Otoyo closed the door carefully and, tipping back to Molly's side, whispered:
"The greatly beeg black eyes of Mees Blount look in from the window outside. She was very angree. Oh, so angree! She look like an eevil spirit."
"Then she didn't go to New York, after all! But how silly not to have joined us. What a jealous, strange girl she is!"
Molly could not know, however, with what care and secrecy the Greens had guarded their Christmas plans from Judith, who had caught a glimpse of the Professor and his sister at the general store that afternoon. It was revealed to her that her cousins would much rather not spend Christmas with her, and with a sullen, stubborn determination she changed her mind about going to New York. There was a good deal of the savage in her untamed nature, and that night, wandering unhappily about the college grounds and hearing sounds of laughter and singing from Queen's, she pressed her face against the window and the gay picture she saw inflamed her mind with rage and bitterness. The poor girl did resemble an evil spirit at that moment. There was hatred in her heart for every merrymaker in the room, and if she had had a dynamite bomb she would have thrown it into the midst of the company without a moment's hesitation.
When Molly went to her own room after her talk with Otoyo, she found a note on her dressing table which did not worry her in the least considering she was quite innocent of the charge.
"You told me a falsehood this morning with all your preaching. I'd rather live over the post-office next to an incessant talker who does laundry work than stay in the same house with a person as deceitful and untruthful as you. J. B."
"I'm sorry for the poor soul," thought Molly, as she contemplated her own happy image in the glass. "She is like a traveller who deliberately takes the hardest road and chooses all the most disagreeable places to walk in. If she would just turn around and go the other way she would find it so much more agreeable for herself and all concerned."
Nevertheless, Molly felt a secret relief that Judith had chosen to stay over the post-office.
As for the incorrigible Judith, she did leave for New York early next morning and spent the rest of the holidays with her mother and brother.
Molly saw a great deal of the Greens for the next few days. They had tea together and long walks, and once the Professor read aloud to his sister and the little girl from Kentucky in the privacy of his own study. Miss Green and her two brothers left Wellington on New Year's Eve to visit some cousins in the next county, and still Molly was not lonely, for Lawrence Upton put in a great deal of time teaching her to skate and showing Otoyo and her the country around Wellington.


**TASK INSTRUCTIONS:**
Print out the entries from the line containing "is (905, 421)." through the last line, exactly, and print nothing else. Pictures are not copied.

[Data records]
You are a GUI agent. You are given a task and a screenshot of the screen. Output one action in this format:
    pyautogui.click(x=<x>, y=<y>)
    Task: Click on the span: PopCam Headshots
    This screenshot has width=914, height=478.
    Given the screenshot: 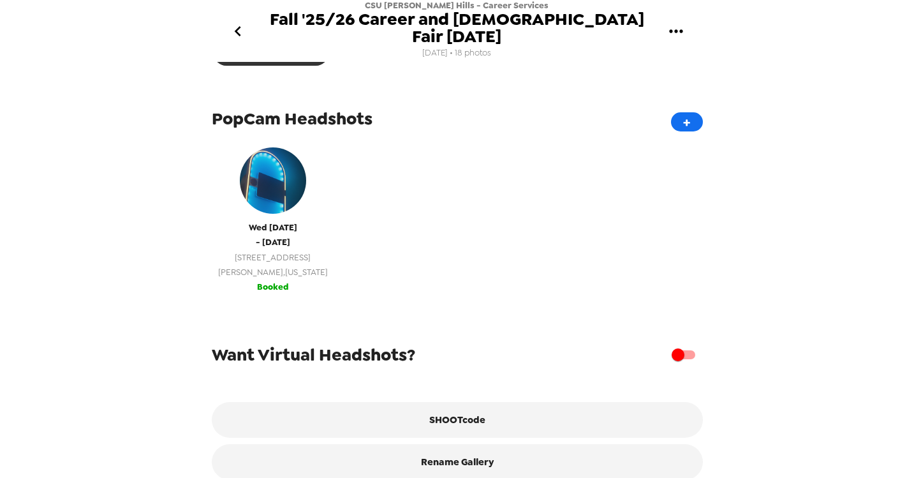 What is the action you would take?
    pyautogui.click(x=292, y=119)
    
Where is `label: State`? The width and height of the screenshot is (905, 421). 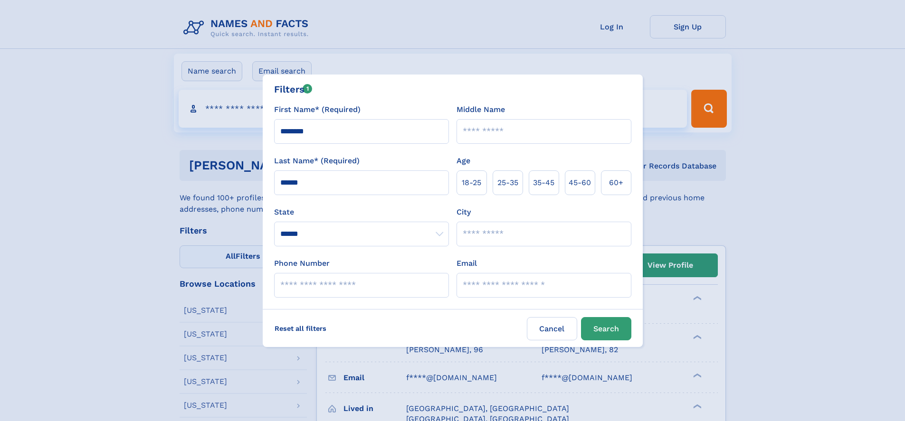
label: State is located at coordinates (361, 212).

**TASK SOLUTION:**
Where is `label: State`? The width and height of the screenshot is (905, 421). 
label: State is located at coordinates (361, 212).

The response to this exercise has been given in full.